THE smooth course of inequality in the UK is often conducted on bare numbers and the sprightliness of the English language. In places you can choose to turn up the volume of a report where it seems to resonate most profoundly with your political agenda. At any given time there can be several extant reports claiming to provide a picture of inequality and deprivation by measuring a well-worn collection of social indicators.

The recently-published report by Liverpool University into deprivation looked at car ownership as well as more familiar barometers such as unemployment, mortality rates and health outcomes. Some commentators on the left have often reached for the reassuringly solid statistic of 250,000 Scottish children living in poverty. Too rarely do we dig down into the complex patterns of social circumstances as they affect individuals and their living arrangements to provide anything more than a snapshot of a time and place.

The surfeit of reports into poverty and the way that we deploy terminology to convey their headline conclusions, I think, provides right-wing analysts an escape route from the naked injustice that always lies at the heart of such numbers. They give succour to the money-changers and profiteers and their supporters who inhabit Westminster. Is there a point at which deprivation ends and mere poverty begins and is social exclusion something else entirely? If ‘multi-deprivation’ is a thing then can’t mere ‘deprivation’ be rendered something almost acceptable? And surely if all these evils exist then the educational attainment gap is a footling thing indeed when set against them and our efforts to reduce them. A reasonable person can’t surely expect all of them to be tackled. Let’s just take one at a time and we’ll get round to the others in ‘due course’; this elastic measure being the favoured unit of time in British politics.

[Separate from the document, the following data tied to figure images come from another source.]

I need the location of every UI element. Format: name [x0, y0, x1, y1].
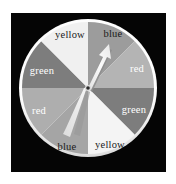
label-green-left-upper: green — [30, 65, 55, 76]
label-yellow-top-left: yellow — [55, 29, 85, 40]
spinner-figure: blue red green yellow blue red green yel… — [0, 0, 176, 184]
spinner-wheel-container: blue red green yellow blue red green yel… — [0, 0, 176, 184]
label-red-right-upper: red — [130, 63, 145, 74]
label-yellow-bottom-right: yellow — [95, 139, 125, 150]
label-blue-bottom-left: blue — [58, 141, 77, 152]
label-green-right-lower: green — [122, 104, 147, 115]
label-blue-top-right: blue — [104, 28, 123, 39]
spinner-hub-pivot — [86, 86, 90, 90]
label-red-left-lower: red — [32, 105, 47, 116]
spinner-wheel-svg: blue red green yellow blue red green yel… — [0, 0, 176, 184]
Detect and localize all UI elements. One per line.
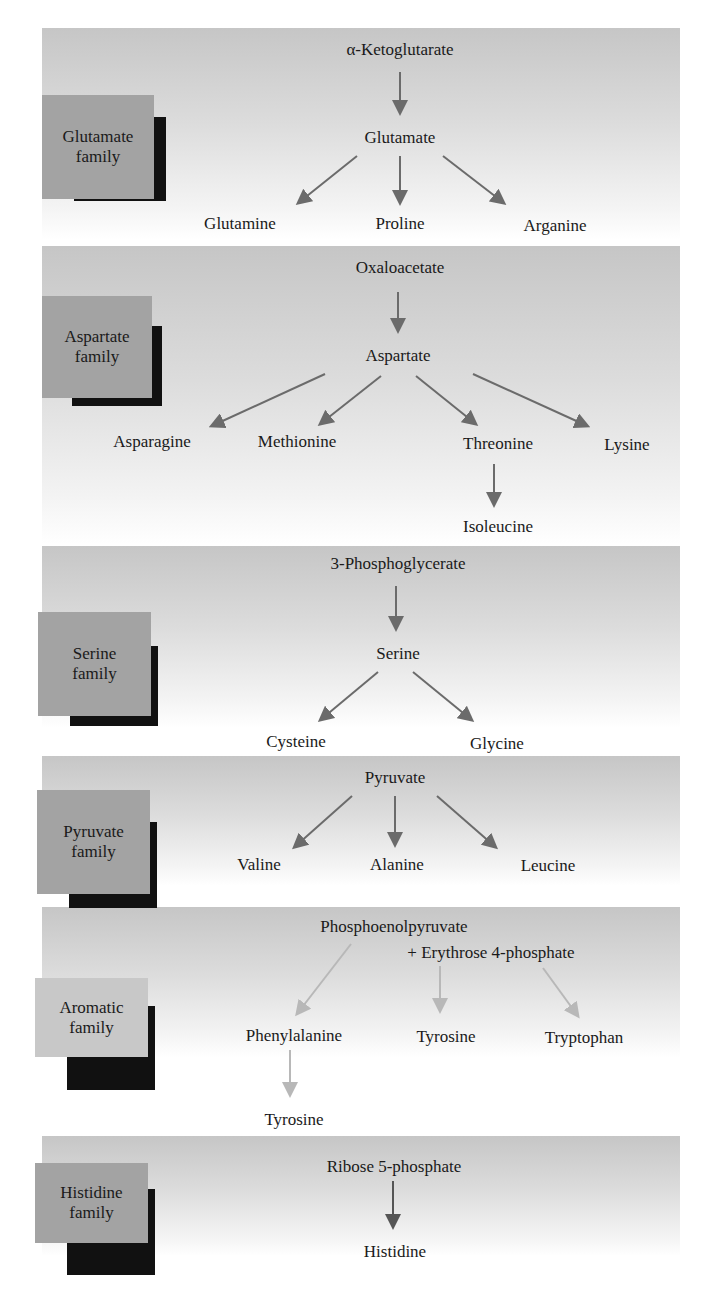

Last year the Institute of Fiscal Studies released its latest report on UK living standards and concluded that the gap between the country’s richest and poorest households had narrowed since the great recession caused by the 2008 banking crisis. This was largely attributed to rising employment and sharp falls in income in middle and top earning households. Cheerfully ignoring this codicil, the right-wing press and the Tory Government relaxed, took off their shoes and began to look at their stocks and shares in the FT.

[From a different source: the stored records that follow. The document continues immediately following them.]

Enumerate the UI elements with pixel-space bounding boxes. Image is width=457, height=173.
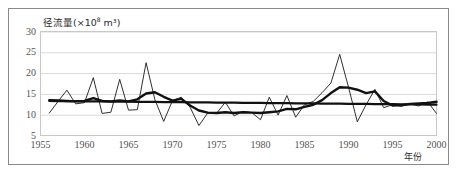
- y-tick-30: 30: [10, 26, 36, 37]
- series-moving-average: [49, 87, 436, 113]
- x-axis-title: 年份: [404, 150, 422, 163]
- x-tick-2000: 2000: [427, 139, 447, 150]
- x-tick-1975: 1975: [207, 139, 227, 150]
- plot-area-border: [41, 32, 437, 136]
- x-tick-1970: 1970: [163, 139, 183, 150]
- x-tick-1955: 1955: [31, 139, 51, 150]
- runoff-line-chart: 径流量(×108 m³) 年份 51015202530 195519601965…: [0, 0, 457, 173]
- series-linear-trend: [49, 101, 436, 105]
- y-axis-title: 径流量(×108 m³): [43, 15, 120, 29]
- y-tick-25: 25: [10, 46, 36, 57]
- unit-exponent: 8: [97, 16, 101, 23]
- x-tick-1985: 1985: [295, 139, 315, 150]
- y-tick-20: 20: [10, 67, 36, 78]
- x-tick-1980: 1980: [251, 139, 271, 150]
- y-tick-10: 10: [10, 109, 36, 120]
- chart-screenshot: 径流量(×108 m³) 年份 51015202530 195519601965…: [0, 0, 457, 173]
- x-tick-1995: 1995: [383, 139, 403, 150]
- x-tick-1965: 1965: [119, 139, 139, 150]
- x-tick-1960: 1960: [75, 139, 95, 150]
- x-tick-1990: 1990: [339, 139, 359, 150]
- y-tick-15: 15: [10, 88, 36, 99]
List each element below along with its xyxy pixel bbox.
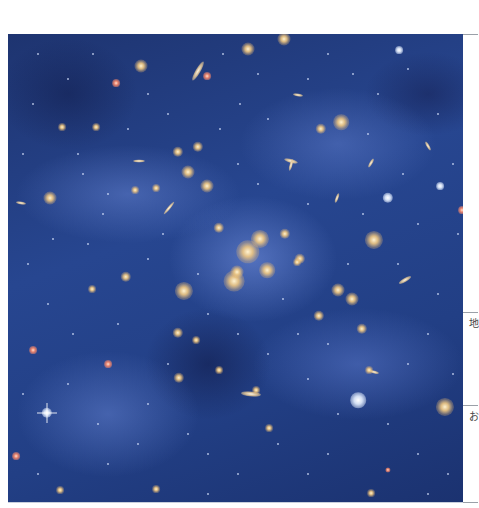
galaxy bbox=[259, 262, 275, 278]
faint-star bbox=[327, 453, 329, 455]
faint-star bbox=[92, 53, 94, 55]
faint-star bbox=[67, 78, 69, 80]
faint-star bbox=[197, 273, 199, 275]
galaxy bbox=[242, 43, 255, 56]
faint-star bbox=[32, 103, 34, 105]
table-cell-label-1: 地 bbox=[469, 318, 479, 330]
galaxy bbox=[367, 489, 375, 497]
faint-star bbox=[97, 423, 99, 425]
faint-star bbox=[282, 298, 284, 300]
faint-star bbox=[67, 383, 69, 385]
galaxy bbox=[173, 147, 183, 157]
faint-star bbox=[377, 93, 379, 95]
faint-star bbox=[47, 303, 49, 305]
galaxy bbox=[346, 293, 359, 306]
galaxy bbox=[280, 229, 290, 239]
faint-star bbox=[167, 363, 169, 365]
galaxy bbox=[182, 166, 195, 179]
table-rule bbox=[463, 312, 478, 313]
faint-star bbox=[437, 113, 439, 115]
faint-star bbox=[452, 373, 454, 375]
faint-star bbox=[267, 118, 269, 120]
faint-star bbox=[307, 473, 309, 475]
faint-star bbox=[82, 173, 84, 175]
table-rule bbox=[463, 405, 478, 406]
faint-star bbox=[107, 193, 109, 195]
faint-star bbox=[237, 163, 239, 165]
galaxy bbox=[92, 123, 100, 131]
galaxy bbox=[251, 230, 269, 248]
faint-star bbox=[427, 333, 429, 335]
galaxy bbox=[314, 311, 324, 321]
galaxy bbox=[192, 336, 200, 344]
faint-star bbox=[117, 323, 119, 325]
galaxy bbox=[436, 398, 454, 416]
faint-star bbox=[239, 103, 241, 105]
galaxy bbox=[193, 142, 203, 152]
galaxy bbox=[44, 192, 57, 205]
faint-star bbox=[437, 293, 439, 295]
faint-star bbox=[452, 163, 454, 165]
faint-star bbox=[447, 473, 449, 475]
galaxy bbox=[316, 124, 326, 134]
faint-star bbox=[237, 333, 239, 335]
galaxy bbox=[214, 223, 224, 233]
faint-star bbox=[77, 153, 79, 155]
faint-star bbox=[297, 333, 299, 335]
faint-star bbox=[222, 53, 224, 55]
edge-on-galaxy bbox=[163, 201, 176, 215]
faint-star bbox=[417, 453, 419, 455]
faint-star bbox=[72, 333, 74, 335]
faint-star bbox=[102, 213, 104, 215]
galaxy bbox=[332, 284, 345, 297]
galaxy bbox=[252, 386, 260, 394]
faint-star bbox=[22, 153, 24, 155]
faint-star bbox=[52, 238, 54, 240]
faint-star bbox=[37, 473, 39, 475]
faint-star bbox=[37, 53, 39, 55]
faint-star bbox=[417, 223, 419, 225]
galaxy bbox=[88, 285, 96, 293]
star bbox=[42, 408, 52, 418]
faint-star bbox=[327, 53, 329, 55]
faint-star bbox=[107, 463, 109, 465]
galaxy bbox=[201, 180, 214, 193]
galaxy bbox=[293, 258, 301, 266]
faint-star bbox=[237, 473, 239, 475]
edge-on-galaxy bbox=[293, 93, 303, 98]
edge-on-galaxy bbox=[424, 141, 432, 151]
faint-star bbox=[457, 233, 459, 235]
table-rule bbox=[463, 34, 478, 35]
table-cell-label-2: お bbox=[469, 411, 479, 423]
red-star bbox=[203, 72, 211, 80]
star bbox=[395, 46, 403, 54]
star bbox=[383, 193, 393, 203]
faint-star bbox=[407, 363, 409, 365]
faint-star bbox=[207, 493, 209, 495]
faint-star bbox=[27, 263, 29, 265]
red-star bbox=[104, 360, 112, 368]
edge-on-galaxy bbox=[133, 160, 145, 163]
faint-star bbox=[402, 173, 404, 175]
faint-star bbox=[187, 433, 189, 435]
galaxy bbox=[152, 485, 160, 493]
faint-star bbox=[207, 453, 209, 455]
galaxy bbox=[152, 184, 160, 192]
faint-star bbox=[257, 73, 259, 75]
faint-star bbox=[387, 423, 389, 425]
red-star bbox=[112, 79, 120, 87]
star bbox=[436, 182, 444, 190]
galaxy bbox=[265, 424, 273, 432]
faint-star bbox=[137, 443, 139, 445]
faint-star bbox=[257, 183, 259, 185]
faint-star bbox=[162, 233, 164, 235]
galaxy bbox=[174, 373, 184, 383]
galaxy bbox=[365, 231, 383, 249]
galaxy bbox=[175, 282, 193, 300]
faint-star bbox=[367, 133, 369, 135]
faint-star bbox=[397, 263, 399, 265]
galaxy bbox=[135, 60, 148, 73]
faint-star bbox=[147, 258, 149, 260]
galaxy bbox=[215, 366, 223, 374]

Digging further down it was discovered that a decline in the incomes of top earners in the financial services industry had narrowed the gap between them and the merely affluent. Following an unbroken succession of annual £10m salaries, with bonuses, a few thousand city analysts and hedge fund managers were made to endure the distress occasioned by having to endure a £5m year. Thus the waters inhabited by the rich and the merely thriving had grown turbid and a little more unpredictable. Below these, though, in the dark pools inhabited by the poorest, the waters remained still and dark as they always do. No matter; the headline numbers that spoke of reduced inequality would do; the heat was off. And aren’t we all living longer with better healthcare and more choices and hasn’t the minimum wage risen and increased employment occurred?

The Equality Trust in its 2016 findings illustrated the folly of the right’s complacency about living standards. These showed that the top 1% “had incomes substantially higher than the rest of those in the top 10%. In 2012, the top 1% had an average income of £253,927 and the top 0.1% had an average income of £919,882.” It also found that households in the bottom 10% of the population had on average a net income of £9,644.

While our current constitutional arrangements exist in the UK don’t expect this pattern ever to change. Far from striving to reduce inequality, as all UK governments purport to do, they have lately weaponised it. For, while inequality and widespread deprivation persists so does it become easier to advance a narrative which makes enemies of migrants, refugees and asylum-seekers. Yet, as the Liverpool University research showed, many of those communities enduring the most intense patterns of disadvantage had been doing so for centuries and long before the Tories and Tommy Robinson had begun to hang it around the necks of immigrants.

Inequality can’t be measured solely in numbers and money; it flourishes within a prescribed and carefully-cultivated state of mind. If you stomach a little here and there you can be made to stomach it anywhere. On Tuesday the UK’s financial regulator, a body with fewer teeth than Nanny McPhee and none of the magic, ruled that no action would be taken against the Royal Bank of Scotland over the way it harried thousands of small businesses to their deaths. The favoured tactic of its global restructuring group was to force small firms to the verge of ruin and then profit by selling off their properties. It was characteristic of the conduct of the banking industry generally over the course of the 2008 crash and beyond.

Only a handful of bankers have been jailed for this and none of the other penalties have even hit the sides of the vast pots of wealth they possess. Last week it was revealed that the Leave side during the EU referendum violated electoral law by knowingly crashing through spending limits: they were fined £61,000, a sum that wouldn’t pay the overtime bill for Jacob Rees-Mogg's nanny.

Let’s all settle down, though. After all, we busted a benefits crime ring and we come down hard on false claimants of universal credit. We allow spikes to be installed in our shop doorways to deter homeless people and throw hundreds of refugees and their children onto the streets rather than have them stay one more day than they’re allowed. And then we send them all back to an uncertain future caused by our historic rape and pillage of their countries of origin and our indifference to the despots who learned to do the same at Britain’s feet.

In Britain you don’t have to be innocent to escape justice and the law, just rich and well-connected.